And so it is throughout her story -- which is a story of how memory shifts and fades, the significance of past events weakening even as some remain bright and vivid in our minds, and sometimes the unexpected and/or seemingly incidental making the longest-lasting impression.It’s a stance perhaps in conflict with her otherwise strong public posture of sharing and open-source creation (Ernaux doesn’t believe she “owns” her texts and views her Nobel win as a collective effort).
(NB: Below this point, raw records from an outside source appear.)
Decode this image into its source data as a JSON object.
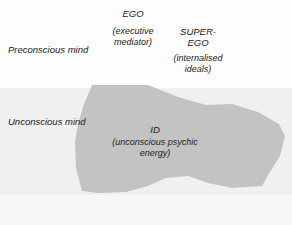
{
  "diagram": {
    "width": 292,
    "height": 225,
    "colors": {
      "preconscious_band": "#fdfdfd",
      "unconscious_band": "#f0f0f0",
      "footer_band": "#f7f7f7",
      "id_shape": "#c3c3c3",
      "text": "#1c1c1c"
    }
  },
  "bands": {
    "preconscious_label": "Preconscious mind",
    "unconscious_label": "Unconscious mind"
  },
  "structures": {
    "ego": {
      "name": "EGO",
      "description": "(executive\nmediator)"
    },
    "superego": {
      "name": "SUPER-\nEGO",
      "description": "(internalised\nideals)"
    },
    "id": {
      "name": "ID",
      "description": "(unconscious psychic\nenergy)"
    }
  },
  "shapes": {
    "id_blob_points": "92,85 148,85 178,97 206,105 232,104 258,112 279,124 285,136 280,156 268,175 262,186 232,188 208,183 188,176 166,178 148,186 126,192 98,193 82,191 76,168 75,142 78,124 84,104"
  }
}
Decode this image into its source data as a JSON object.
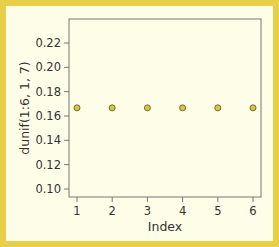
{
  "chart_data": {
    "type": "scatter",
    "title": "",
    "xlabel": "Index",
    "ylabel": "dunif(1:6, 1, 7)",
    "x": [
      1,
      2,
      3,
      4,
      5,
      6
    ],
    "values": [
      0.1667,
      0.1667,
      0.1667,
      0.1667,
      0.1667,
      0.1667
    ],
    "xticks": [
      "1",
      "2",
      "3",
      "4",
      "5",
      "6"
    ],
    "yticks": [
      "0.10",
      "0.12",
      "0.14",
      "0.16",
      "0.18",
      "0.20",
      "0.22"
    ],
    "xlim": [
      1,
      6
    ],
    "ylim": [
      0.1,
      0.22
    ],
    "grid": false,
    "legend": null
  },
  "colors": {
    "border": "#e8cf4a",
    "background": "#fefde8",
    "point_fill": "#d8c24a",
    "point_stroke": "#7a6e2a",
    "axis": "#777777"
  }
}
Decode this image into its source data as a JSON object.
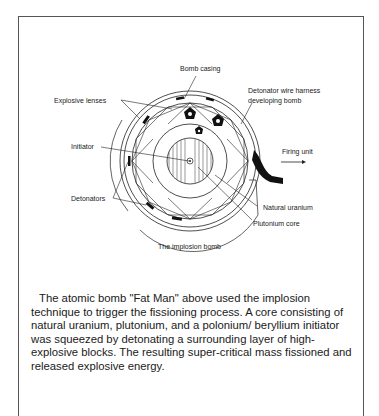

That interest, however, is short-lived as she realizes what little impact the protests were in 1968. Much like her books, which have forged a new literary genre of folding subjective memories and observations into a shared sense of French history, Ernaux prefers to exist within a crowd: to be just one among many. Celle du temps qui passe avec ses sensations, ses souvenirs, ses joies, ses oublis et son désir farouche de sauver. It was after late bloomer Levy was shortlisted for the Booker prize for Swimming Home, aged 52, that she began her three-volume series of “living autobiographies”. She marvels at how quickly people have learned to use the mobile phone, computer, iPod and GPS — and she is unable to imagine the devices we’ll be using in 10 years’ time.

She is “haunted by the girl of ’58”, and fears that she’ll die before she gets the story on to the page. Ernaux presents the work largely in short sections, many only a paragraph long, summarizing times, periods, events, a rapid flow (rather than simply rapid-fire) chronological progression from the Second World War (Ernaux was born in 1940) to the near-present. But it is not a straightforward autobiography; rather it is told in a choral “we”, which sometimes shifts into the third person, so the author appears as “she”. Reading it reminds me of Natalia Ginzburg’s writing about objects, or Maeve Brennan’s encounters with public spaces in New York.

Please note that these ratings solely represent the complete review 's biased interpretation and subjective opinion of the actual reviews and do not claim to accurately reflect or represent the views of the reviewers.In terms of prose style, however, Ernaux has little in common with the more flamboyant Proust – her writing is more austere, the sensuality more analytical. She rings Ernaux’s tones through her own exact idioms so the eighties anti-racism slogan Touche pas à mon pote!

Throughout “The Years,” Ernaux traces the collapse of Catholic prudishness as it’s attacked by secularism, the pill, the legalization of abortion and the women’s movement. They blend and blur, sometimes within a single paragraph, to create a kind of intelligence or point of view that is universal and particular at once.

For Ernaux, photographs are central to the construction of her narrative -- as much for their illusions as for what they reveal.